Guarded by a fortress of medieval walls cut from thick ominous sandstone, Les Archives Nationales means business. The former humble abode to a member of the French aristocracy, today this decadent sprawling chateau houses France’s most precious documents, each securely locked behind layers of mahogany-framed, etched-glass bookshelves.
Formerly bequeathed the title “Hôtel de Soubise,” the fortified compound boasts an intriguing and scandalous past. Presently housing an assortment of treasures, it is rumoured that the château’s initial renovation was funded by King Louis XIV as it was then occupied by his mistress, Anne de Roman-Chabot, favoured protagonist of the aristocracy’s haughty whispers regarding the King’s romantic affairs.
The elaborate gilded mouldings suffocating the walls, interrupted only by massive pane-glass windows, are an exhibition of the nation’s innovative superiority, reminiscent of Versailles. However, interestingly, the identity of this extravagant panelled stage-set is no longer know as the Hôtel de Soubise today, because like all other aristocratic estates, it fell victim to the revolution’s brutal destruction of hierarchical superiority. Thus these walls now serve as a whimsical imagination of what might have been, a collage of materials extracted from the many warehouses that stored the royal-court’s out-of-season garnishes.
Public access to the archives is entirely ~interdit~ permission granted only to those whose intellect and will can endure the extensive research application process. Luckily, I strolled into the pristinely preserved space alongside a decorated art historian, one specialising in the surreal and concocted universe of Versailles.
Diving headfirst into the Nation’s coveted treasure trove, I inspected original 400 year-old architectural blueprints that detailed the many phases and facets of Versailles, separated from the diaphanous drafting papers only by the thin blue waxy plastic of our gloves. The prints of architects le Vau, le Notre and Braun were magnificent works of art in their own right, detailing every wood moulding and etched marble via the elegant fluid lines of a quill pen.

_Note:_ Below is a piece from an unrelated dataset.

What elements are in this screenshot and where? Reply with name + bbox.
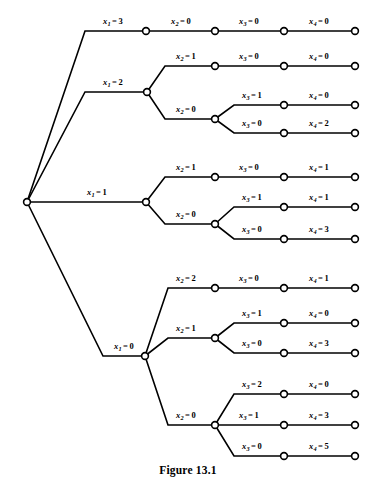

Many a times had I had scurried across Versailles’s glistening uneven cobble stones once traversed by Louis XIV’s hunting dogs, the woman famed for the phrase “let them eat cake” and let’s not forget the revolutionary forces. Now I was carefully studying the pristine reproductions of Versaille’s Royal Opéra; its’ hand-painted marble balconies, gold-gated boxes and velvet smothered seats. The seating chart, prescribed with the names of the most powerful and enviable Parisians of the 17th century, represented one of the most forceful and blatant parades of social hierarchy within the royal court. The true spectacle of course derived from the audience, the recital a mere accessory.
My rare access to the never-ending tunnels of original books, logs and manuscripts dating back to the Royal court, books marked with the simple symbol ‘0’ indicating the Ancien Regime, was truly extraordinary. Every room is filled floor to ceiling with dusty books and catalogues, each in their original crackled leather binding, and stuffed with thick handmade paper exhibiting characteristic uneven edges.
The first few rooms overflow with volumes dedicated to the royal domain’s expenditures, an archival tradition initiated by Louis XIV’s esteemed Minister of Finance, Jean-Baptiste Colbert, famous for bringing the economy back from the brink of bankruptcy, his name meticulously etched into the thick leather spines, illuminated with melted gold ink. Each of these heavy catalogues are dedicated to a specific time period, some detailing only a short week of festivals, soirées and renovations, others dedicated to months of less extravagant and more ‘peasant-like’ activities.
Each space is shaded in rich brown wooden hues with winding wrought iron spiral staircases that lead to wrap-around balconies punctured by rounded doorways and views to an infinite cascade of identical spaces. The air held captive between the massive but delicate bookcases is weighted by a melancholic beauty, one implied by the stagnation of time. Breaking the archive’s principle rule with the aid of a mischievous Frenchman, I cracked open the King’s most precious class of manuscript – “Les Menus Plaisirs du Roi” in which the extravagant sensory experience accompanying each royal party is curated. I marvelled over the minute scribblings that outline every sumptuous detail of the grand event, preoccupations that served as the definition of so many subjects’ lives. It’s impossible to absorb the incredible complexity contained within a single page and, even more, to recognise that the infinite knowledge replicated throughout the archives serves at the foundation for our presumptuous knowledge of this past– mere abbreviations of the multifaceted world kept alive in this building.
The archives served as a vehicle to trespass upon the forgotten days, months, years and lives of past eras and centuries: a romantic time capsule securely guarding the nation’s precious secrets.